Growth and value stocks offer fundamentally different wheel strategy experiences. Growth stocks pay more premium per cycle but can inflict severe losses during downturns. Value stocks are boring but reliable. The right choice depends on what kind of wheel trader you want to be.

Defining the Categories

For this analysis:

Growth stocks: High P/E (30+), minimal or no dividend, revenue growing 15%+, higher beta. Think tech, biotech, consumer discretionary.

Value stocks: Low P/E (under 18), meaningful dividend (2%+), mature business, lower beta. Think banks, utilities, consumer staples, energy.

Premium Comparison

| Metric | Growth Stocks | Value Stocks | Average IV35-55%18-28% Put premium (0.25 delta, 30 DTE)1.8-3.5% per cycle0.7-1.3% per cycle Covered call premium1.5-2.5% per cycle0.6-1.0% per cycle Annualized premium income18-30%8-14% Dividend income0-0.5%2-5% Total income potential18-30%10-19%

Growth stocks win on raw income by a wide margin. A 30% annualized return from premiums alone sounds incredible — and it is, when it works.

Risk Comparison

Risk FactorGrowth StocksValue Stocks Max single-month drawdown-15% to -25%-5% to -12% Average drawdown when assigned-12% from cost basis-5% from cost basis Recovery time after drawdown3-9 months1-4 months Earnings gap riskHigh (10-20% gaps common)Low (3-7% gaps typical) Bankruptcy/zero riskLow but possible (unprofitable growth)Very low

The premium difference between growth and value exists because the risk is genuinely higher. Markets are efficient at pricing this — you are not getting "free" premium from growth stocks.
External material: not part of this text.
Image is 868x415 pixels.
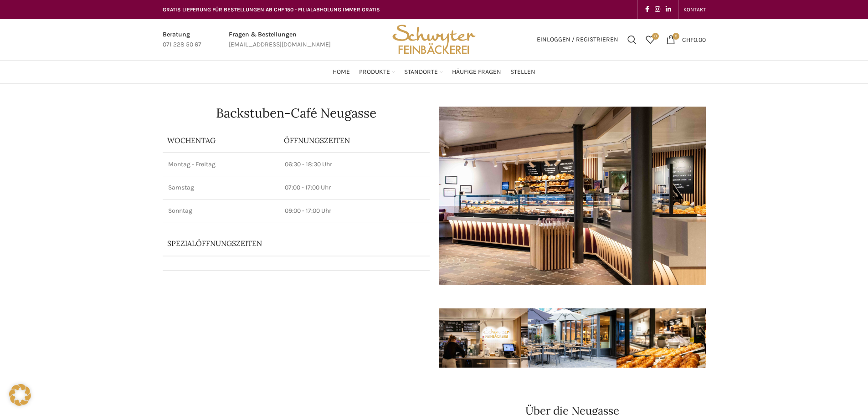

Backtested Results (2020-2025)

We ran the wheel on a basket of growth and value stocks with identical parameters (0.25 delta, 30 DTE):

MetricGrowth BasketValue Basket Annual return14.2%10.8% Max drawdown-28.5%-14.2% Sharpe ratio0.610.88 | Win rate (monthly) | 68% | 78% |

Growth stocks produced higher total returns but with substantially more volatility. The Sharpe ratio strongly favors value stocks — you get more return per unit of risk.

In bull markets, growth wins handily. In bear markets, growth gets crushed while value holds up. In sideways markets — the wheel's sweet spot — value excels.

The Blended Approach

Most successful wheel traders use both: 60-70% Value / 30-40% Growth. This provides base income of 9-12% from value positions with a premium boost from growth. OptionsPilot's stock screener lets you filter by these criteria and compare the risk-adjusted premium between growth and value candidates side by side.

Stock Selection Criteria

Growth stocks for the wheel: Profitable (positive earnings), beta under 1.5, market cap above $10 billion, IV rank above 30 when entering.

Value stocks for the wheel: Dividend yield 2-5%, P/E under 18, liquid options with tight spreads, history of stable or growing earnings.

Bottom Line

Growth stocks pay more but cost more when they go wrong. Value stocks are steadier but less exciting. The optimal wheel portfolio blends both, tilting toward value for stability and using growth as a premium accelerator. Your blend should reflect your risk tolerance: aggressive traders can go 50/50, while conservative traders should lean 70/30 toward value.